Kier-La Janisse is a film writer, publisher, producer, acquisitions executive for Severin Films and an Adjunct Associate Professor in the School of Communication and Creative Arts at Deakin University. She is the author of Cockfight: A Fable of Failure (2024), House of Psychotic Women: An Autobiographical Topography of Female Neurosis in Horror and Exploitation Films (2012/2022) and A Violent Professional: The Films of Luciano Rossi (2007) and has been an editor on numerous books including Warped & Faded: Weird Wednesday and the Birth of the American Genre Film Archive (2021) and Satanic Panic: Pop-Cultural Paranoia in the 1980s (2015).
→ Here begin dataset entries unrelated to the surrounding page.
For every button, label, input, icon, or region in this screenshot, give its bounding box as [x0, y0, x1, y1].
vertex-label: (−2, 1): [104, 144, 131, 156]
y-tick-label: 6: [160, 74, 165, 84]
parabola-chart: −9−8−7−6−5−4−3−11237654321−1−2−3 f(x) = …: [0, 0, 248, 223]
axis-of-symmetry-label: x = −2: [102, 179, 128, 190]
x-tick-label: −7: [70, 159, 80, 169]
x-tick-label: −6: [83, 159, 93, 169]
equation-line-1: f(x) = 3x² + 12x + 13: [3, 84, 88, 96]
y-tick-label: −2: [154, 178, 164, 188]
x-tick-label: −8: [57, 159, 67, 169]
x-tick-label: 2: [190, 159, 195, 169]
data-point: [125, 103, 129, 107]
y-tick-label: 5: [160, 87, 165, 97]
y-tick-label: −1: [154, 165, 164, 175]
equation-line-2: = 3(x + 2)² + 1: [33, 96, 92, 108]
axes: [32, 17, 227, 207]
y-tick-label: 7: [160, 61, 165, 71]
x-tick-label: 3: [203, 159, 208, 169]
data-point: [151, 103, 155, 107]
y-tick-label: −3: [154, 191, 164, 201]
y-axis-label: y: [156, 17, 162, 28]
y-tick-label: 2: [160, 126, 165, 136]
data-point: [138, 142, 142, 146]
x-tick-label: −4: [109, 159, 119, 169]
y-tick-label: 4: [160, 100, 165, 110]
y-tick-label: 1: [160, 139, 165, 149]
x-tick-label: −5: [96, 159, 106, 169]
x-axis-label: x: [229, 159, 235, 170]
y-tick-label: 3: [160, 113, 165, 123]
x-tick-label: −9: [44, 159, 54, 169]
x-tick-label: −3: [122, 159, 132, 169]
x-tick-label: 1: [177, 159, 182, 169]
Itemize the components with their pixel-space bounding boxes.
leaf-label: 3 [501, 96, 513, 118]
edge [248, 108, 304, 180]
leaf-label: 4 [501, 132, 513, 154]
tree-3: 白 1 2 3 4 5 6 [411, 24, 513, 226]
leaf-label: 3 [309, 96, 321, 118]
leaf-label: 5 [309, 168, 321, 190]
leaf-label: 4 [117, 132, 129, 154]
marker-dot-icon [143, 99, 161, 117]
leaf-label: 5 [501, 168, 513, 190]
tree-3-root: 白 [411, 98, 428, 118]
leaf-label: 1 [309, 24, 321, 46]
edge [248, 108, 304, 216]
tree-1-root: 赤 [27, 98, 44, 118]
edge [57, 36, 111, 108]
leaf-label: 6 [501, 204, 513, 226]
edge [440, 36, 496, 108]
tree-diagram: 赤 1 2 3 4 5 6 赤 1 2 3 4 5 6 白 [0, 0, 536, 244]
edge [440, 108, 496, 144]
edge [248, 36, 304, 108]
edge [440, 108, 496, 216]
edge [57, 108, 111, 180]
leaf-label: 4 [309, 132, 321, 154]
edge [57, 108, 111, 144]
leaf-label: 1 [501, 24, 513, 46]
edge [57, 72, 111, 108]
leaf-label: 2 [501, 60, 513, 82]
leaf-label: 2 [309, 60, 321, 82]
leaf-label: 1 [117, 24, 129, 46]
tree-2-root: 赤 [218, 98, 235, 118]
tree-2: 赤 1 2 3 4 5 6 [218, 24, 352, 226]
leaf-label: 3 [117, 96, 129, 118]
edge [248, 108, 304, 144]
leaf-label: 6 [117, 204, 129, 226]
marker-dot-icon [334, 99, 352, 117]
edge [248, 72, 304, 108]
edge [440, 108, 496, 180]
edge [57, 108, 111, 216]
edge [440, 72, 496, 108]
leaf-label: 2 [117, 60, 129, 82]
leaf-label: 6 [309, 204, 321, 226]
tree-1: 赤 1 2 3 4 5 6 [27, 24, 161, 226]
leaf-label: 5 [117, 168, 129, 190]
She wrote, directed and produced the award-winning documentary Woodlands Dark and Days Bewitched: A History of Folk Horror (2021), and produced the acclaimed blu-ray box sets All the Haunts Be Ours: A Compendium of Folk Horror (2021) and The Sensual World of Black Emanuelle (2023).

Comments

  1. Should I be certain I’m not the 1st one to ask… How did the Beaver Kid ultimately die – in real life?
    Am I to realize that this (the mystique as to how/why he died) is the essence of the story? Admittedly, this aspect is compelling and any insight would be greatly appreciated.